Iraqi Pavilion at the Venice Biennale the first Iraqi entry to focus on artists based in Iraq rather than expats
The first challenge was finding artists in a country where making paintings or sculpture might seem at best a secondary concern compared with keeping body and soul together. But Chalabi, one of the figures behind the Ruya Foundation for Contemporary Culture in Iraq, was determined to dent the mainstream western “Newsnight version” of the country: “Tanks, bombs, rockets, blood. It’s not about whitewashing that – but rather about giving a voice to human beings that have been overlooked.”
Chalabi described an art world that is painstakingly emerging not only from the crippling effects of invasion and the struggle to exist in a postwar world of fragile security, but from years of the dead hand of the Saddam regime, when the only art training available was deeply conservative and tinged by a prevailing social-realist aesthetic. “Even self-respecting artists will have had to do portraits of the leader,” she said.
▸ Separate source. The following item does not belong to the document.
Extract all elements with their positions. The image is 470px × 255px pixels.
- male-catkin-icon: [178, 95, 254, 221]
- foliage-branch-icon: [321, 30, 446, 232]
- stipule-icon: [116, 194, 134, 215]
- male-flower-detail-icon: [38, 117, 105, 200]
But she and British curator Jonathan Watkins, director of Birmingham’s Ikon gallery, went on the road to find and meet artists from Kurdistan to Basra and Baghdad, ranging from the caustically witty political cartoonist Abdul Raheem Yassir to photographer Jamal Penjweny, whoseseries of photographs Saddam Is Here shows ordinary Iraqis in everyday situations holding an image of Saddam over their own faces like a mask. The latter work is a reminder, according to Watkins, that the “mentality of the regime lingers in the mind”. […]
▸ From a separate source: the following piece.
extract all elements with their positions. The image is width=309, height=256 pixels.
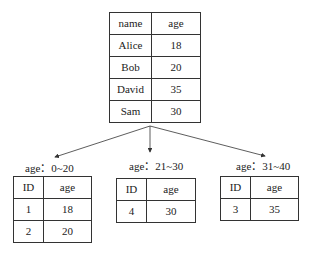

Furat al Jamil, who lives in Baghdad where she works as a film-maker, has one piece in the show: a sculpture of a broken, 300-year-old Mesopotamian ceramic vessel hung over with honeycombs. The pot, she said, might be seen as “symbolic of a broken culture, or of a broken life”. The idea of honey and the beehive, she says, “in mythology represents the soul” – there is, she says, a sense of healing or reparation, however tentative.
This whole thing makes me very pleased, and doubly so that it’s getting some international notice. There’s an adorable story at the beginning about the hunt for someone in Italy who could make the traditional Iraqi biscuits the curator wanted to offer guests, and I skipped a fair number of details. Go look.